G20: the science of economics and the art of spin

It was only about a week ago that the news was full of foreboding, doom, depression, debate on quantitative easing and pictures of Gordon Brown, frowning like a constipated puppy next to headlines about deficit forecasts. But now we have all been saved (again) apparently – or have we? Could it just be that very few of us – economists included – really understand any of the words being used to describe the present ‘global economic crisis’?

Luckily for me, I don’t understand all the jargon about printing money and stimulating growth anyway, so the doom didn’t worry me. I had plenty of other things to bring me down like worrying about the carbon footprint of Gordon Brown’s pre-G20 tour. The Guardian calculated a carbon cost of 4.05 tonnes of CO2, which probably doesn’t say much, given that ‘tonnes of CO2’ mean about as much to most of us as ‘credit default swaps’.

So to put it into context, the average annual carbon footprint for someone living in the developed world is 9.675 metric tonnes.

Brown is going to have to plant a lot of trees this year, but he seems remarkably unflustered. A shame really – if only he could obsess as much about earth scorching as he does about the economy.

Last Monday, Alistair Darling was warning us not to be over optimistic and came out with the brilliantly pointless and vacuous comment:

“It is important, but it is not the end of the process. It is part of a continuing process.”

This was just one of many empty quotes from ministers and others that I came across. At the beginning of last week, it wasn’t so much that I didn’t understand the words, more that any meaning in them seemed to evaporate before I’d had a chance to grasp it. There were lots of words but nothing was really said except for a few hints about nothing much happening at the summit probably.

I don’t believe this is an economic crisis after all; it’s a crisis of language and how that language is used to deflect attention and create illusion. While the European Union and USA talk about free trade, according to the WTO both have been indulging in protectionism.

Sarkozy and Merkel spent a lot of time banging on about a need for more regulation of the banking sector, clamping down on tax havens and hedge funds. Sarkozy was pouting and posturing about how he was going to storm out if he couldn’t have his own way. But Britain had already agreed to get tough on tax havens back in October.

So in the end all the G20 leaders could go home looking big and clever, leaving Brown in London basking next to nice headlines in every paper – even the Daily Mail.

And who’d have thought the so-called ’science’ of economics could react so quickly to the art of spin! The world economy looked suddenly much brighter on Friday than it had on the previous Monday. Suddenly I was reading about “green shoots of recovery”, the “strengthening” FTSE, even a slight – and somewhat brief – rise in house prices.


Problem to work on :: Copy the following data exactly and drop the pictures.

Recorded data START

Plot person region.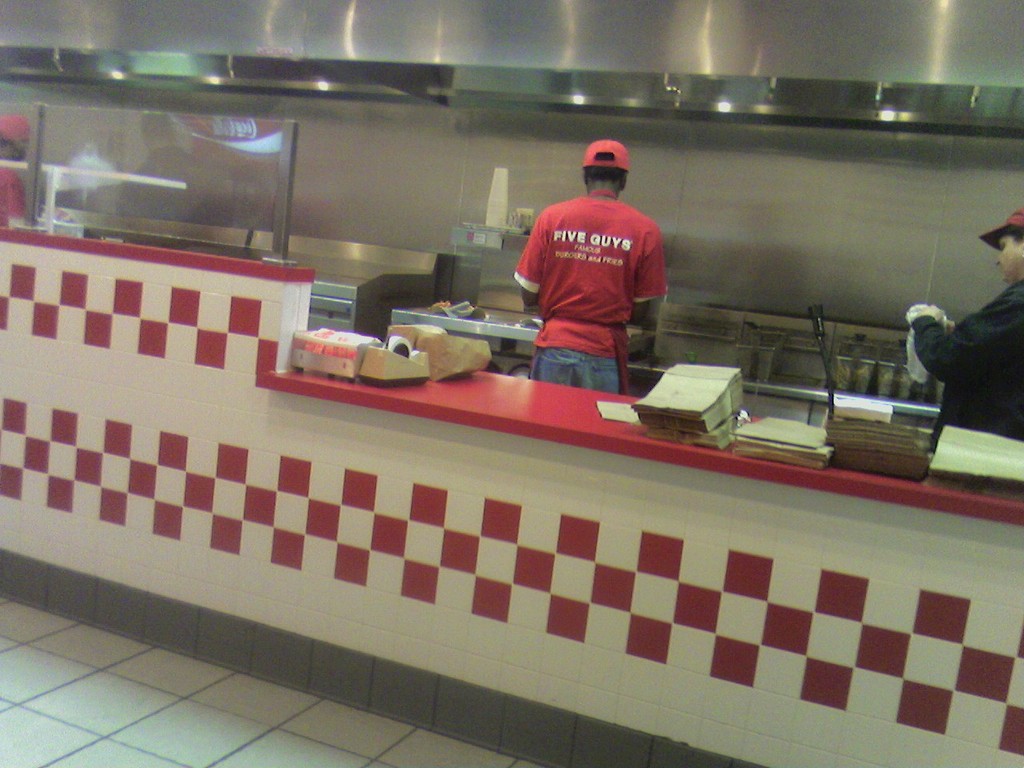
Plotted at [905,200,1023,450].
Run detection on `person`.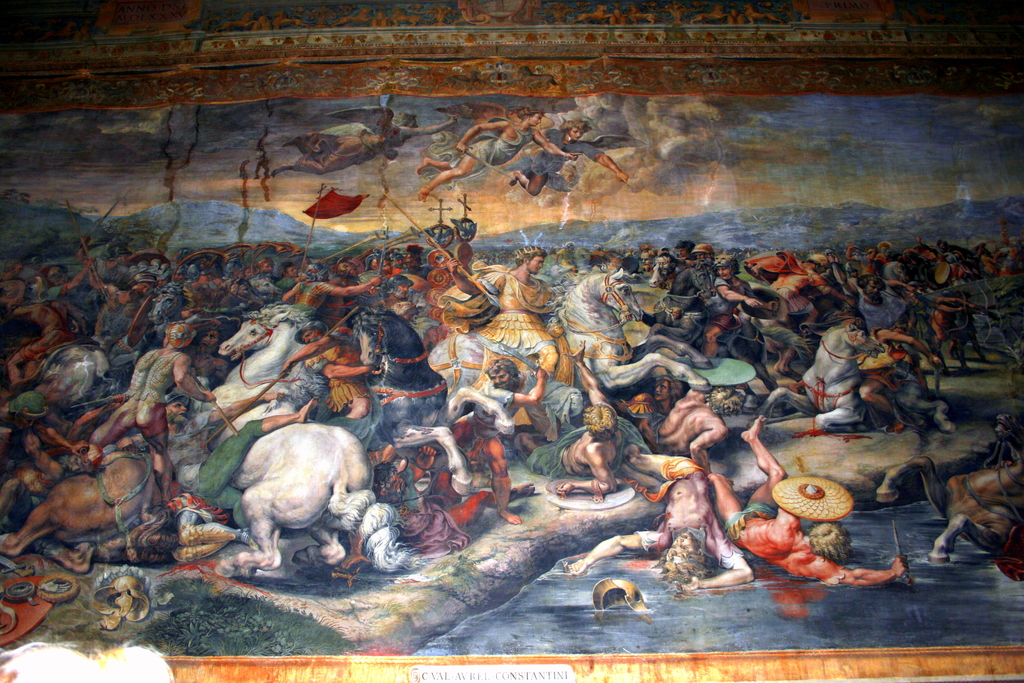
Result: Rect(397, 243, 436, 279).
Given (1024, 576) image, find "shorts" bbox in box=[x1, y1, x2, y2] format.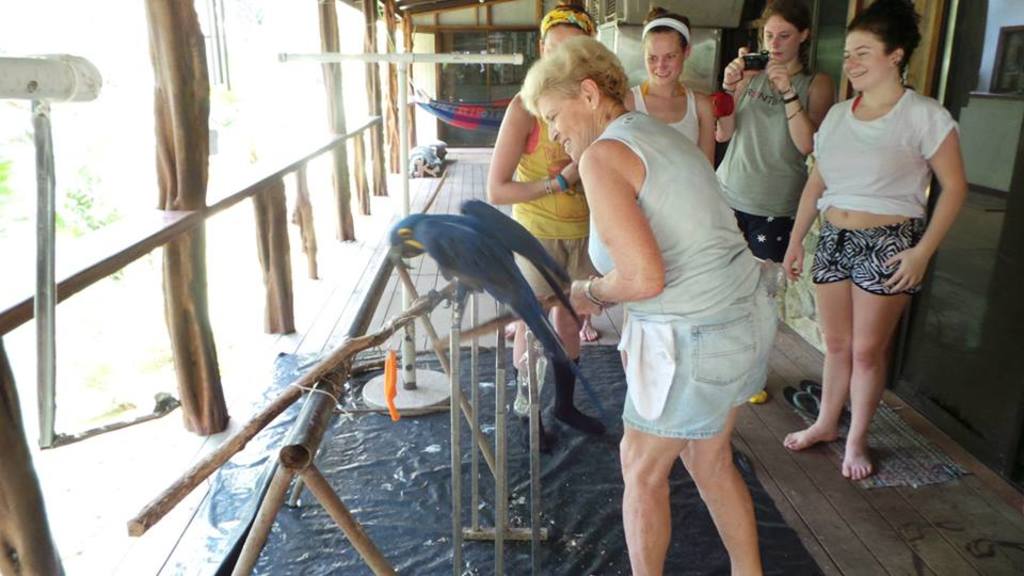
box=[513, 246, 603, 304].
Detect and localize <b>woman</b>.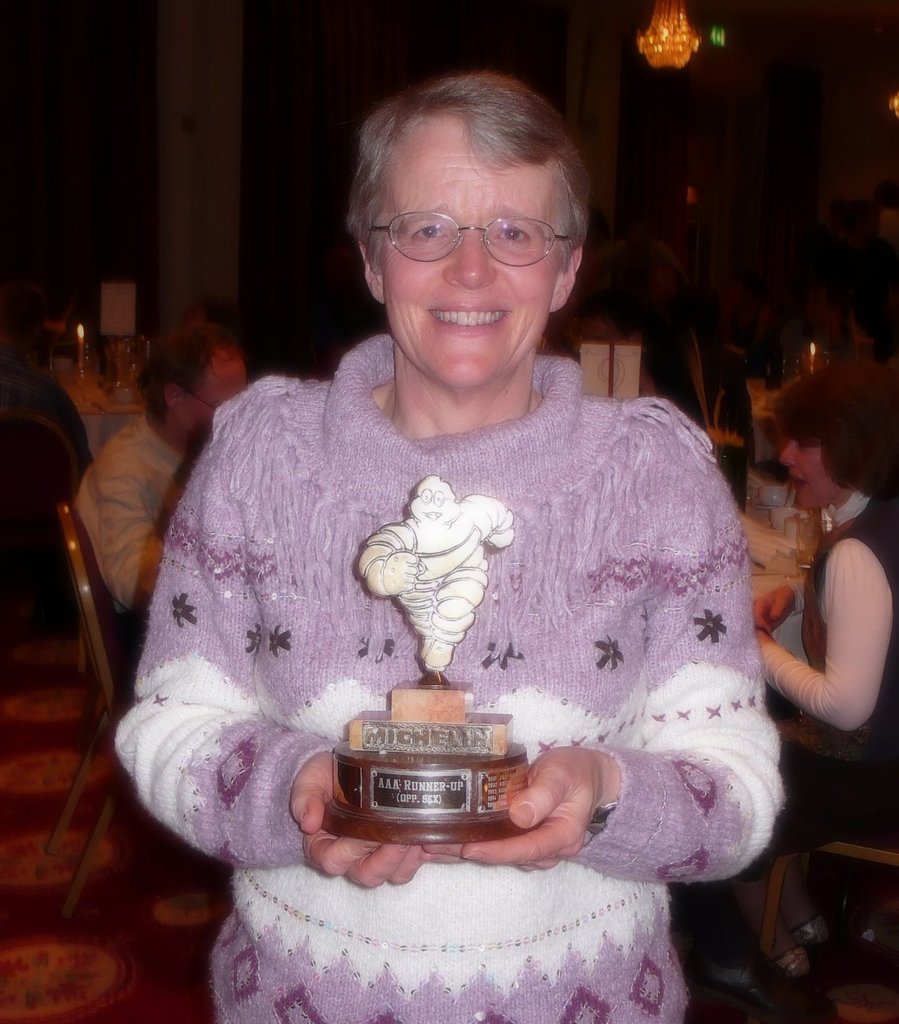
Localized at BBox(114, 103, 815, 949).
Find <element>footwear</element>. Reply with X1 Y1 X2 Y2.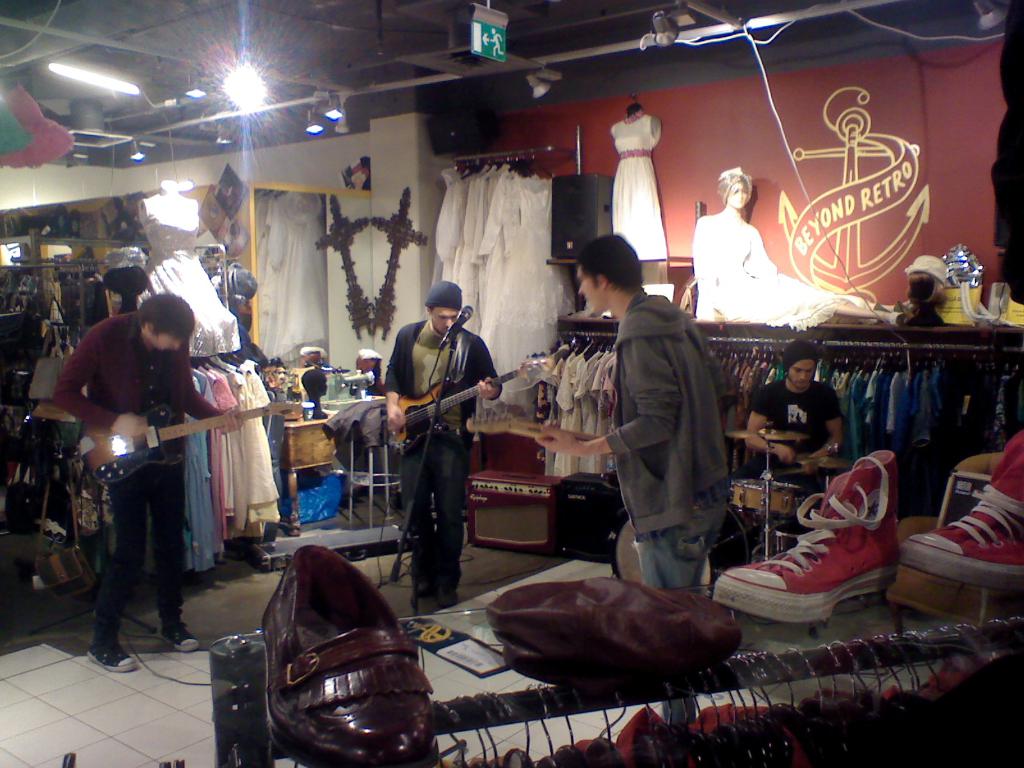
895 430 1023 589.
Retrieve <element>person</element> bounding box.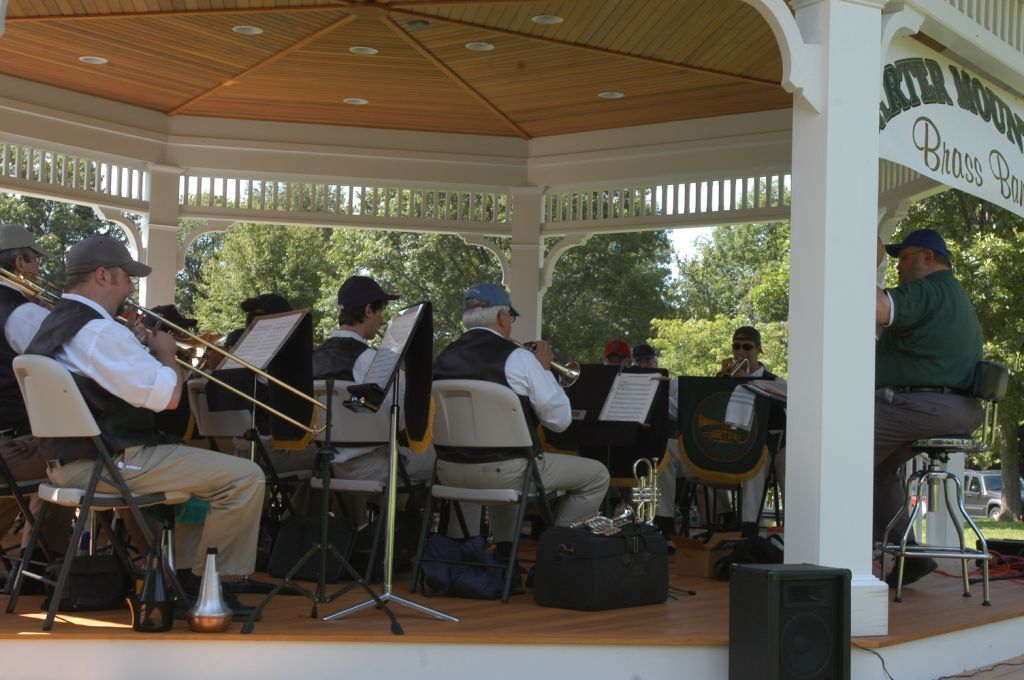
Bounding box: (653, 327, 790, 539).
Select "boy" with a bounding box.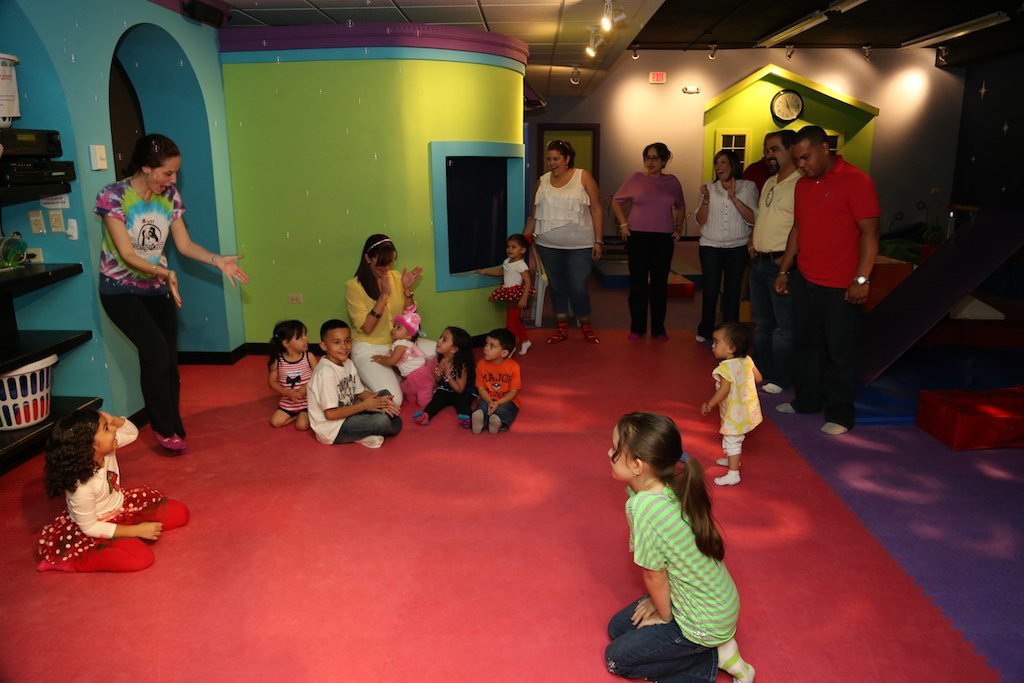
bbox=(468, 326, 526, 433).
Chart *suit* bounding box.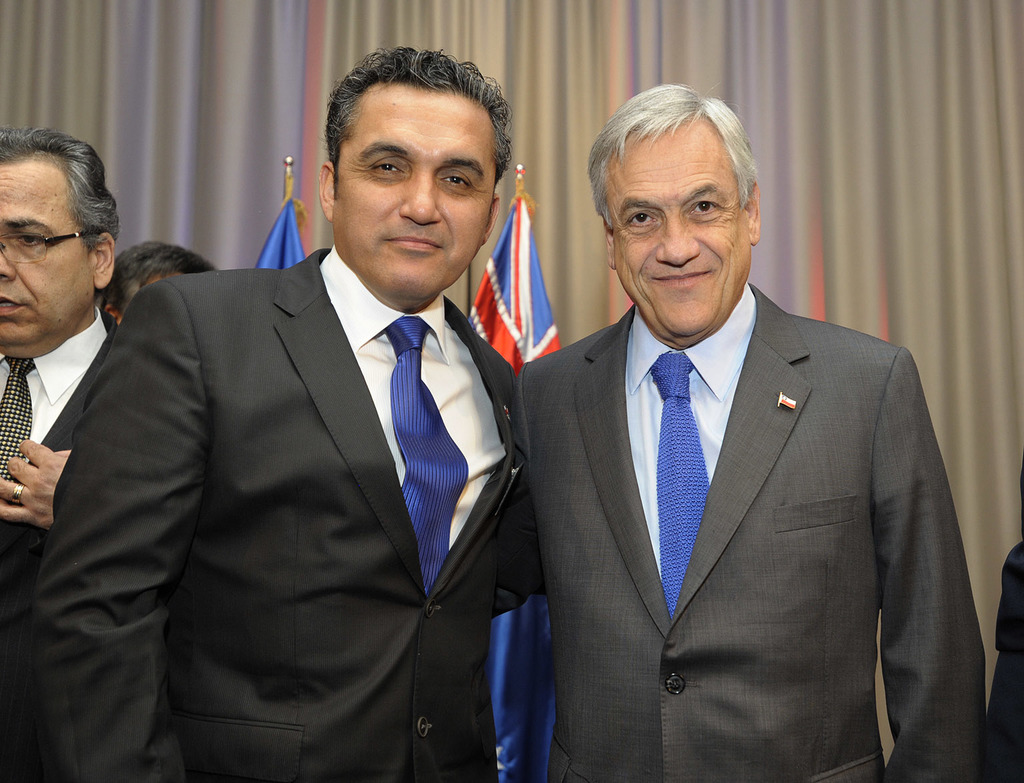
Charted: detection(57, 103, 573, 782).
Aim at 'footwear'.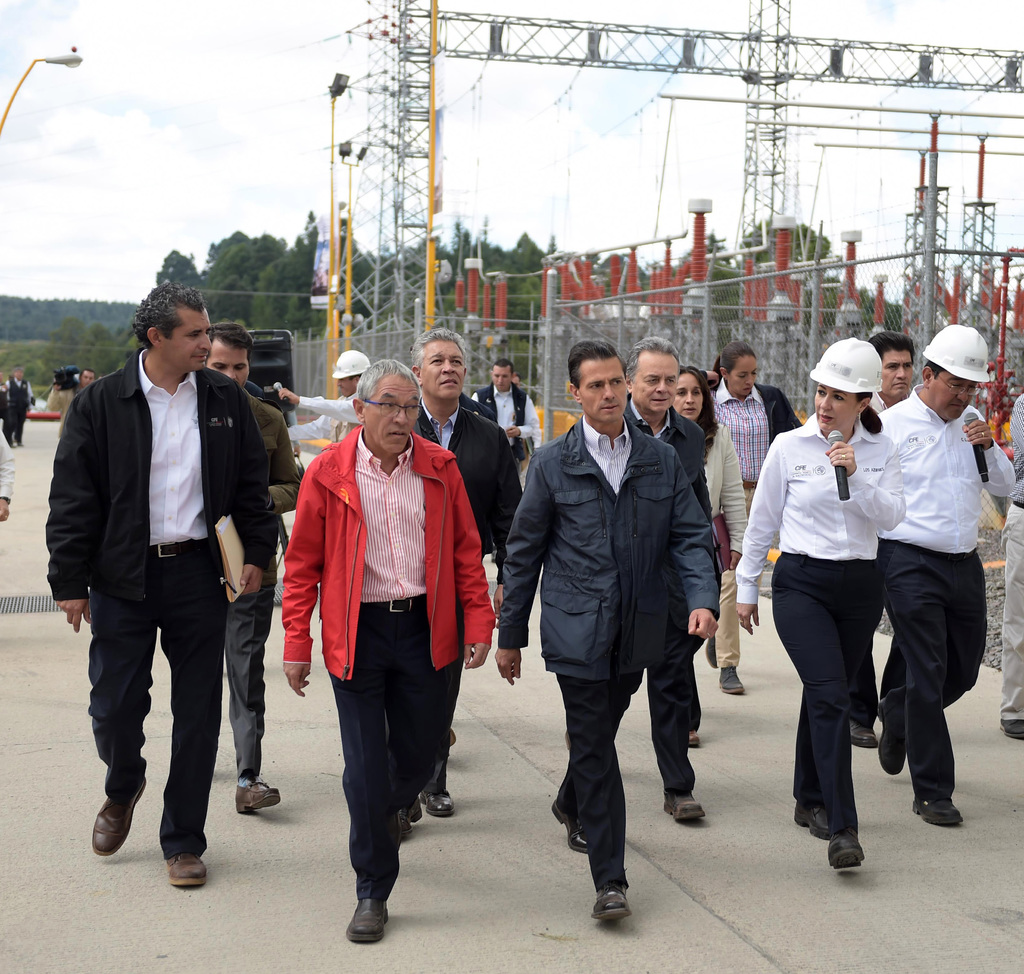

Recorded data END

Written reply ::
Plot person region.
Plotted at [905,200,1023,450].
Run detection on `person`.
Result: Rect(397, 243, 436, 279).
Given (1024, 576) image, find "shorts" bbox in box=[x1, y1, x2, y2] format.
box=[513, 246, 603, 304].
Detect and localize <b>woman</b>.
Localized at BBox(114, 103, 815, 949).
Find <element>footwear</element>. Reply with X1 Y1 X2 Y2.
895 430 1023 589.
Retrieve <element>person</element> bounding box.
Bounding box: (653, 327, 790, 539).
Select "boy" with a bounding box.
bbox=(468, 326, 526, 433).
Chart *suit* bounding box.
Charted: detection(57, 103, 573, 782).
Aim at 'footwear'.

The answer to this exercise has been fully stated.